Implementation Notes

  • Training

    • Launched via:
      python trainer.py -c config/config.py
      
    • TRAIN.MODEL_TYPE chooses between "RESNET" and "VGG".
    • DATA.USE_SPLIT_FILE + DATA.SPLIT_FILE control whether to use a predefined .pkl split.
  • Prediction

    • Launched via:
      python predicter.py config/config_predict.py
      
    • _C.PREDICT.CHECKPOINT sets the model checkpoint.
    • _C.RAW_DATA.CONTAINER and _C.RAW_DATA.DATASET define the raw EM source.
    • _C.DATA_SOURCE.METHOD ∈ {"pkl", "directory", "mongo"} selects how synapse patches are sourced.
  • Evaluation

    • Uses engine/post/evaluate_3d.py (or scripts/evaluate.py) to compute:
    • accuracy,
    • per-class metrics,
    • confusion matrices
      from prediction CSVs.
  • Integration with the larger pipeline

    • Gunpowder and Daisy are used for data loading and scheduling in the larger pipeline context (e.g. when sourcing synapse locations from MongoDB or large volumes), following Synister.

Operational Guidance

  • Create a reusable split

    • Start by creating a split with split_data.py (or a similar script) so that you have a reusable .pkl file for train/val splits.
  • Configure config/config.py

    • Set DATA.DATA_DIR_PATH to your root directory containing one subfolder per neurotransmitter class.
    • Enable DATA.USE_SPLIT_FILE and point DATA.SPLIT_FILE to your split .pkl.
    • Choose TRAIN.MODEL_TYPE = "RESNET" or "VGG".
  • For small datasets

    • Keep augmentations modest.
    • Monitor per-class performance (some transmitters may have fewer examples if your data is imbalanced).
    • Use early stopping or careful checkpoint selection.
  • Prediction on large volumes

    • Use the 'mongo' data source mode if synapse coordinates live in a MongoDB collection.
    • Or use 'directory' mode to sweep over new HDF5 cutouts.
  • Always sanity-check

    • Class balance in your training set.
    • Per-class confusion matrices.
    • A few visual examples of correctly vs incorrectly classified synapses.
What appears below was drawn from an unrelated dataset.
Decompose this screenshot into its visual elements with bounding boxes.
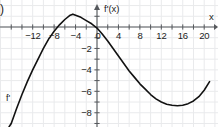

Future Work / Open Questions

  • More architectures
    The module is already designed to support multiple backbones; adding other 3D CNNs or lightweight transformers is straightforward, but needs to be justified by data scale.

  • Better integration with connectome-level analysis
    Aggregating synapse-level predictions into neuron-level labels (and checking consistency with Dale's Principle) is an obvious next step.

  • Uncertainty and active learning
    Using model confidence to prioritise which synapses to re-annotate could help expand the curated adult-fly datasets efficiently.

  • Cross-dataset generalisation
    Evaluating how models trained on one adult-fly dataset transfer to others (or to different species) remains an open question.